Discipline: | Art history |
Sub Discipline: | Art theft, art crime |
Erin L. Thompson is an American art historian and lawyer. She is a professor in the Department of Art and Music at the John Jay College of Criminal Justice (City University of New York).[1] She studies art crime, including antiquities looting, the deliberate destruction of art, and art produced by detainees at the Guantánamo Bay military detention camp.[2]
Thompson graduated from Barnard College in 2002.[3] She holds a J.D. from Columbia Law School and a Ph.D. in art history from Columbia University.[1] She has written about art theft, repatriation cases, and ISIS destruction of ancient art and archeological sites like Palmyra, Syria. She has given a TEDx talk on "Terrorists and Archeologists: How the Past Belongs to the Present". Thompson also testified as an expert witness in the 5Pointz graffiti art case.[4]
In 2015, Thompson co-curated the exhibit "The Missing: Rebuilding the Past" at the Andrew and Anya Shiva Gallery, John Jay College, which included works by artists and scholars, such as Morehshin Allahyari, who protest ISIS and other forms of destruction of the past through creative protests and reconstructions.[5]
In 2017, Thompson co-curated the exhibit "Ode to the Sea: Art from Guantánamo" at the President’s Gallery, John Jay College, New York. The exhibit included works created at Guantánamo Bay Detention Camp by eight detainees.[6] Due to the response to the exhibit, the Pentagon prohibited any further artwork from leaving Guantánamo.[7] Thompson appeared on The Opposition with Jordan Klepper to defend the exhibit.[8]
In June 2020, during the protests following the murder of George Floyd, Thompson publicly commented on a video showing protesters preparing to tear down a Minneapolis statue of Christopher Columbus, saying that, "I'm a professor who studies the deliberate destruction of cultural heritage and I just have to say... use chain instead of rope and it'll go faster."[9] Fox News commentator Tucker Carlson accused Thompson of encouraging the destruction of public art, acts which she previously described as "damag[ing]... to humanity's shared heritage."[10]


Task prompt: Take the entries below and print, exactly, the stretch from the line containing "You are a GUI" through the line containing "Task: Click on", both included.

Given data:
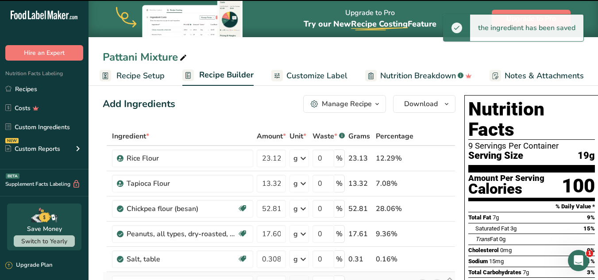  I want to click on span: Recipe Setup, so click(140, 76).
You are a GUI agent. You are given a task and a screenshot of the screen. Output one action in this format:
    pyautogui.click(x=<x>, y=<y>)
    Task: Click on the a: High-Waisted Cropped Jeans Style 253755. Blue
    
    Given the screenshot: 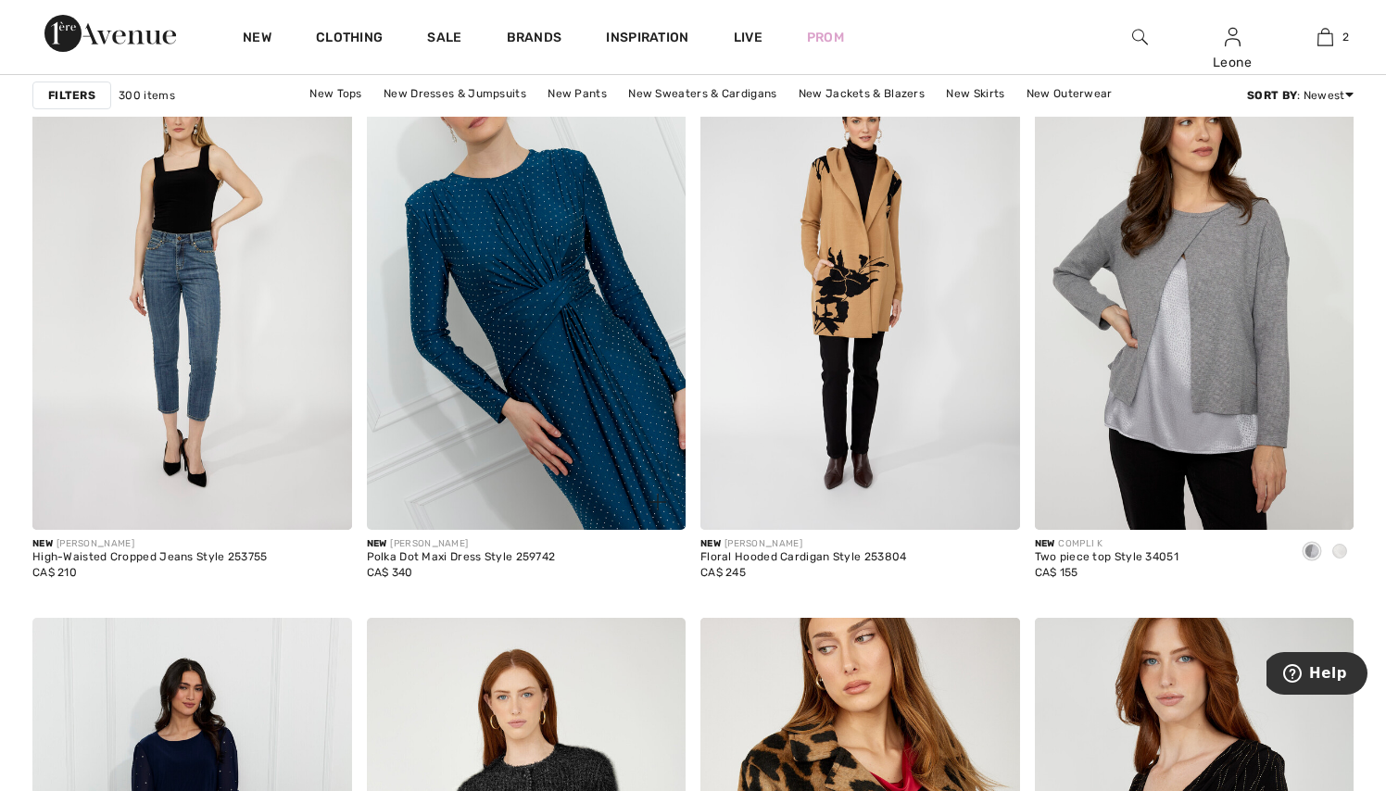 What is the action you would take?
    pyautogui.click(x=192, y=291)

Written answer:
You are a GUI agent. You are given a task and a screenshot of the screen. Output one action in this format:
    pyautogui.click(x=<x>, y=<y>)
    Task: Click on the a: High-Waisted Cropped Jeans Style 253755. Blue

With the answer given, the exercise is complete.